Tuesday's election of Benjamin Netanyahu to a fifth term as Israeli prime minister will have a dramatic impact on Israel's future that many Americans are unaware of.
Before the vote, Netanyahu vowed to start extending Israeli sovereignty over the West Bank, home to 2.8 million Palestinians, if he won re-election.
With his victory, Israel now appears headed toward the effective creation of one state between the Jordan River and the Mediterranean — a state in which Palestinian Arabs will outnumber the Jewish population.
Either Israel then grants Palestinians the vote, creating a binational state, or it rules over a majority of mostly disenfranchised Arabs. Even Israeli leaders have referred to this prospect as a form of "apartheid."
This is the road down which Netanyahu appears to be heading, confident of the support of President Donald Trump.
For the past three decades, Israel hewed in principle to the idea of a peace process that would ultimately result in two states, one Palestinian, one Israeli, living side by side. The peace process has been frozen for years, and the Israeli public soured on it after Palestinian terrorist attacks in the 2000s and the Hamas takeover of Gaza.

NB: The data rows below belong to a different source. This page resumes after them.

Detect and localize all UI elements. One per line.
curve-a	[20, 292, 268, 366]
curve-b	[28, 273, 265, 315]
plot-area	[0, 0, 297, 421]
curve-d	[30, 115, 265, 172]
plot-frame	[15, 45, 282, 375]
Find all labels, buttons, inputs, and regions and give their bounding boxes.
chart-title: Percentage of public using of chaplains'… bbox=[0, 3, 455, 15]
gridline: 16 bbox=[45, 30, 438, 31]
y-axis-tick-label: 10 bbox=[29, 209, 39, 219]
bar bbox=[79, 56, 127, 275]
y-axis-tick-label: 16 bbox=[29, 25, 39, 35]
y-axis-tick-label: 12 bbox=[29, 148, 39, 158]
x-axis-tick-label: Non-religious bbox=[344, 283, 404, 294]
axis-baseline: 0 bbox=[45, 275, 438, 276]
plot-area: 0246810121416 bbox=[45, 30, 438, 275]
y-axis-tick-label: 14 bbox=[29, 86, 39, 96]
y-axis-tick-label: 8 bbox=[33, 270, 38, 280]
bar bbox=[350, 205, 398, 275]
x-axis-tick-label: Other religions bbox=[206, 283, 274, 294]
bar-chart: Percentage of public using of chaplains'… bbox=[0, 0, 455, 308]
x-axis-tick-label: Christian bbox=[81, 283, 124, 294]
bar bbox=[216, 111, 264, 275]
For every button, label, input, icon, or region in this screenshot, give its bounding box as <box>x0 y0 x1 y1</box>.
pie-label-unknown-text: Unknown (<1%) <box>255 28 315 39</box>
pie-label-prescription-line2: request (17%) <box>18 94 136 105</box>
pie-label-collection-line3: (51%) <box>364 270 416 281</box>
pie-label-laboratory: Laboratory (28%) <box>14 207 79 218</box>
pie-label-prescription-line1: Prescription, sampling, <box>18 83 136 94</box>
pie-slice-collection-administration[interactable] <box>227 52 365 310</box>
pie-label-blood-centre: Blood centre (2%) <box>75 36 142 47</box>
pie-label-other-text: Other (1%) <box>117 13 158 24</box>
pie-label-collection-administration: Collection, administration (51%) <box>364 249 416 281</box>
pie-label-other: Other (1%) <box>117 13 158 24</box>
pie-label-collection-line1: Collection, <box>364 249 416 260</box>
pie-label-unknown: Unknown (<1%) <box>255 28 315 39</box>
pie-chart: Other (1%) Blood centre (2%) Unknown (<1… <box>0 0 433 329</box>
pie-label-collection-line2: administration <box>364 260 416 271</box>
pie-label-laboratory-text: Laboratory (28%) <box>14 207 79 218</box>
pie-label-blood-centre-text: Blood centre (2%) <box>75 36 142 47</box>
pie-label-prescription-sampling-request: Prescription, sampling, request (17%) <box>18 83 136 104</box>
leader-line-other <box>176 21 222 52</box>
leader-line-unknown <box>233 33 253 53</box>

Over the past several years, however, Israel under Netanyahu had practiced a kind of creeping annexation, legalizing one-time "illegal" settlements on private Palestinian land and extending Israeli sovereignty over aspects of settlers' education and economy on the West Bank.
Netanyahu never made a secret of his disdain for the two-state idea, endorsing only the idea of a "state minus" that would permit few sovereign rights and only apply to patches of the West Bank.